The MBA question is India's most discussed career decision. It comes up in every family dinner, every alumni group, every performance review conversation. And somehow, despite being discussed constantly, it is almost never answered honestly.

The reason is simple: most people who advise you on MBAs have a stake in the answer. Coaching institutes want you to enrol. Colleges want your application fees. Alumni want to validate their own decision. Everyone has an angle.

At Lumire, we asked three of our experts — people who have actually lived this decision — to tell the truth. Here are their three perspectives.

₹35L
Average cost of a top Indian MBA (fees + opportunity cost).
Before you spend it, you need three things: clarity on why, certainty on which one, and honesty about whether you actually need it.

Perspective One — "I Did It. I'm Glad I Did."

This expert joined a top-3 IIM after 4 years in engineering.
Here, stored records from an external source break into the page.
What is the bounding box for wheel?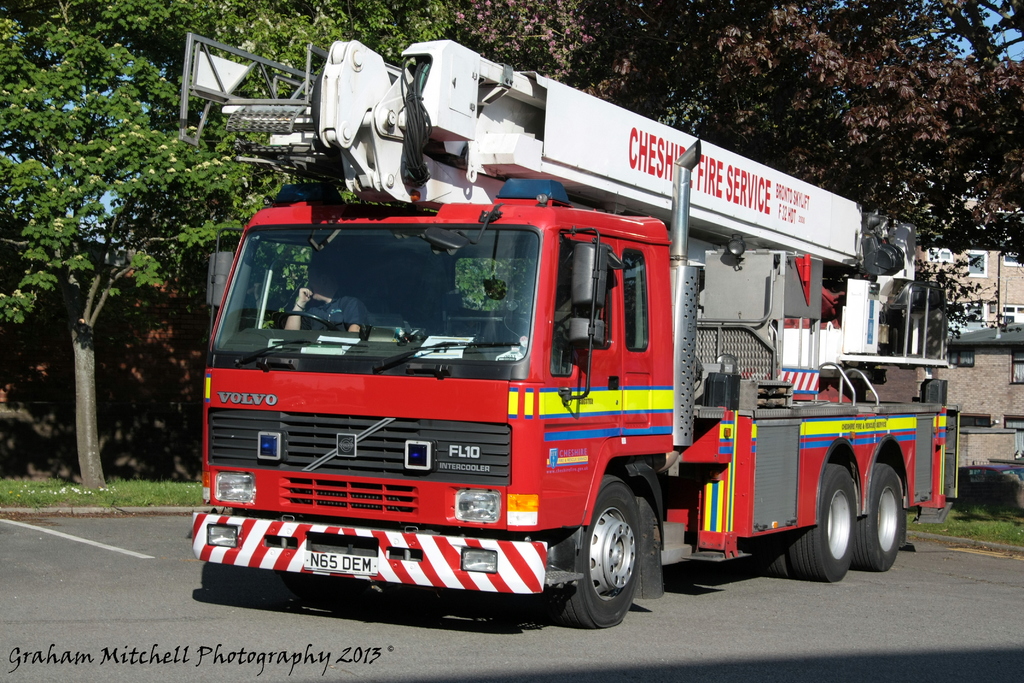
<box>584,507,654,626</box>.
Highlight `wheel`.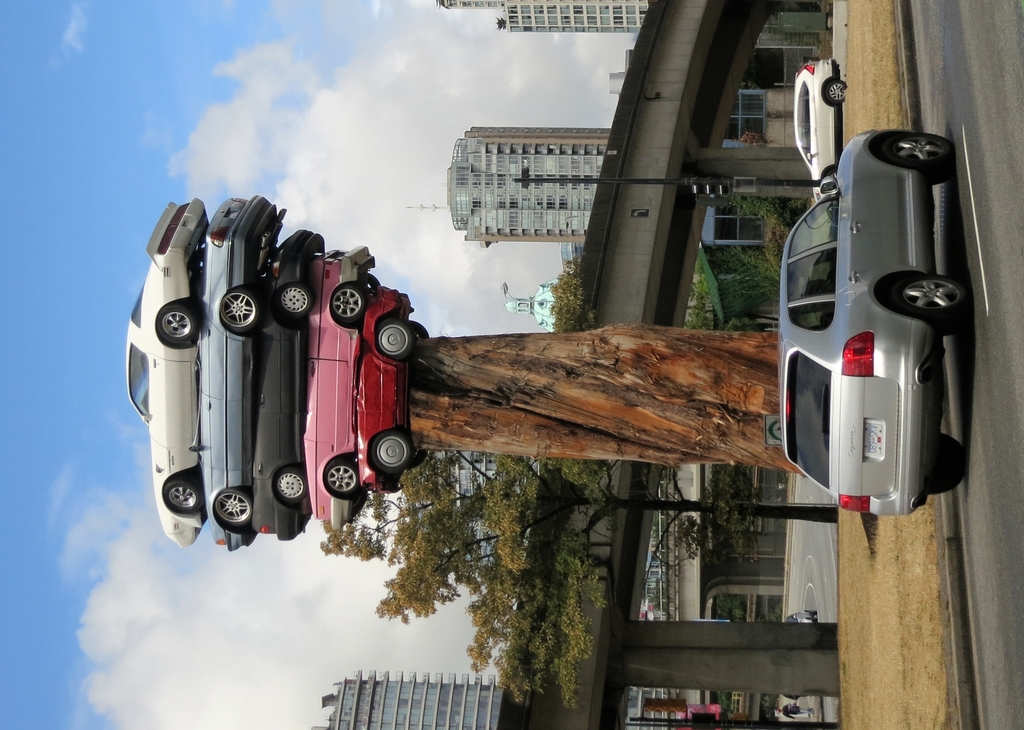
Highlighted region: bbox=(326, 456, 357, 495).
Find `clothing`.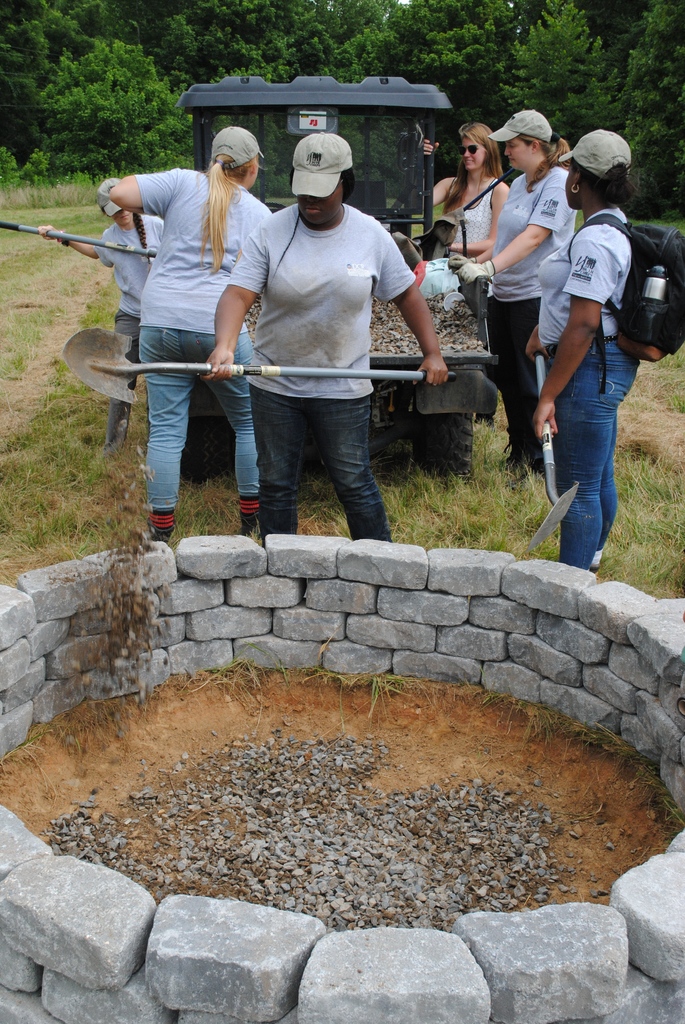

Today she leads strategy at a major consumer goods company.

"For the roles I wanted, there was no alternative path." Consulting, investment banking, senior strategy — these roles have a silent MBA filter at many firms. Not because the degree makes you better, but because the network, the cohort, and the brand signal matter in ways that are frustrating but real.
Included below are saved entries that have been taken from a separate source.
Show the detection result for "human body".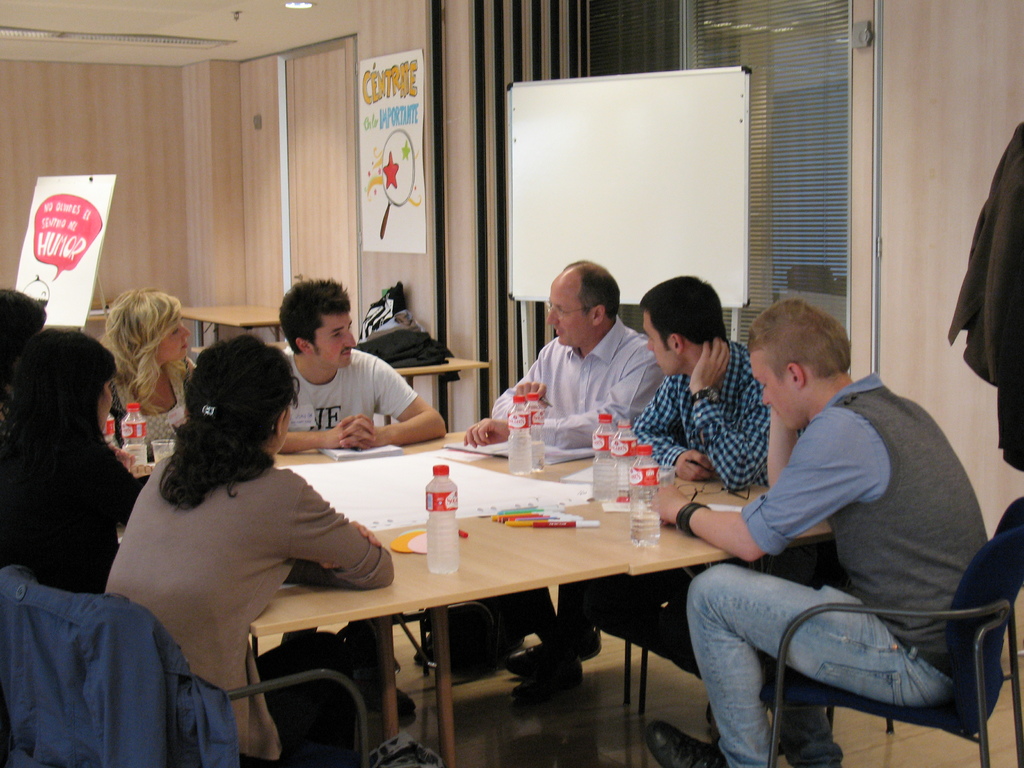
<bbox>282, 349, 450, 710</bbox>.
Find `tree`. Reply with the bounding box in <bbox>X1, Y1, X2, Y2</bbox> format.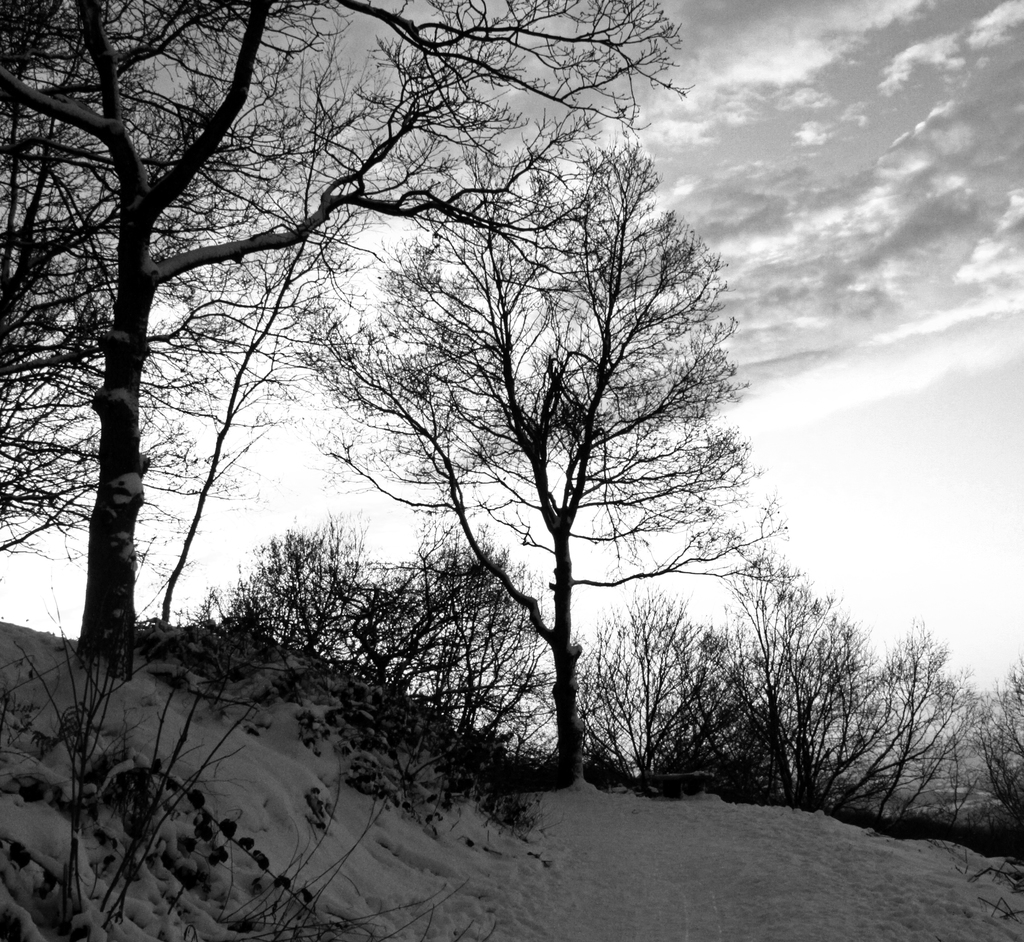
<bbox>973, 651, 1023, 838</bbox>.
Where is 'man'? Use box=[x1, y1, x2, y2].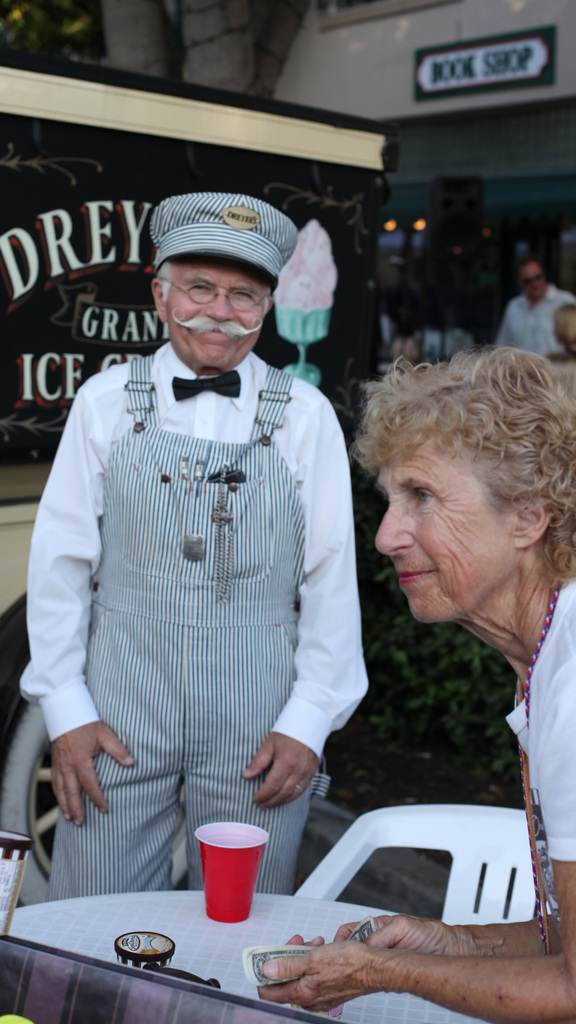
box=[34, 211, 372, 911].
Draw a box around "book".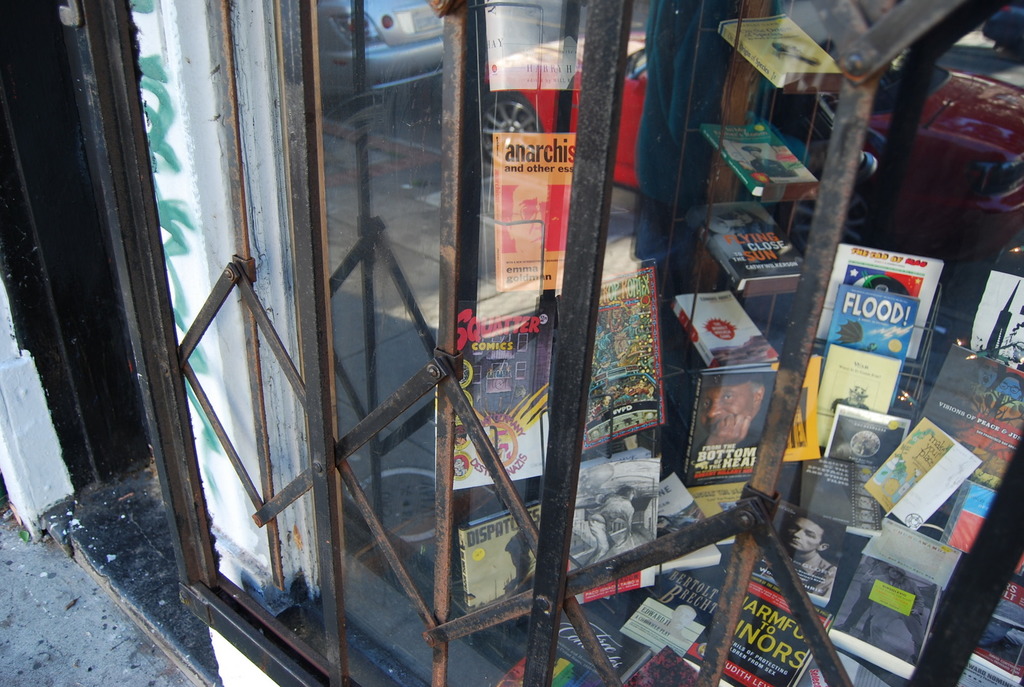
(x1=490, y1=127, x2=577, y2=290).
The honest part: "The actual learning in the classroom was maybe 30% of the value. The other 70% was the network, the peer pressure to think bigger, and the signal it sent to employers. If you want to break into certain roles, the signal still matters."

Her advice: Do it if the role you want genuinely requires it, and if you can get into a college where the network is real. An MBA from a college where nobody hires from placement season is not the same product.

Perspective Two — "I Did It. I'm Not Sure It Was Worth It."

This expert was already on a strong growth track in product management when he decided to do his MBA. He was promoted to Director within a year of returning. He is genuinely unsure the MBA caused it.

"I think I would have gotten there anyway." He had strong outcomes, a good manager, and a clear career path before he left. The MBA cost him two years of salary, ₹28 lakhs in fees, and — this is the part people don't talk about — a significant career momentum disruption. Starting over at an entry-level role post-MBA, even a good one, had a real cost.

"The ROI calculation depends entirely on your starting point. If you're already growing fast, the MBA is a very expensive pause."

His advice: If you're already on a trajectory, be brutally honest about whether you're doing this to advance or to escape. Many MBAs are motivated by wanting to leave a bad situation rather than wanting to reach a specific destination. That is a very expensive way to solve a problem that could be solved differently.

Perspective Three — "I Didn't Do It. I Built the Career Anyway."

This expert is today a VP at a leading startup. No MBA. She took a different path — aggressive job-hopping at the right moments, building skills that paid salaries faster than any degree would have.

"I calculated the MBA ROI at 24 and decided the math didn't work for me." ₹30 lakhs in fees plus two years of forgone salary, for a degree that would take 5-7 years to pay back — while her peers without MBAs were already progressing.

The honest part: "There are rooms I don't get into because I don't have the degree. I've made peace with that. There are also rooms I get into because of what I've actually built — and those rooms are more interesting to me."

Her advice: The MBA is not the only path to leadership. But it does require you to be more deliberate about building credibility, network, and skills through other means. Most people who skip it don't replace it with anything intentional. That's where the path breaks down.

The Question That Actually Matters

Before asking "Should I do an MBA?" — ask "Which specific role or company requires it, and is there no other way to get there?" If you can answer that precisely, the decision usually becomes clear.

What All Three Agree On


The MBA question has no universal answer. It has a personal answer — one that depends on which role you want, which college you can realistically access, and what your opportunity cost actually is. Anyone who tells you "always do it" or "never do it" is giving you their experience, not your answer.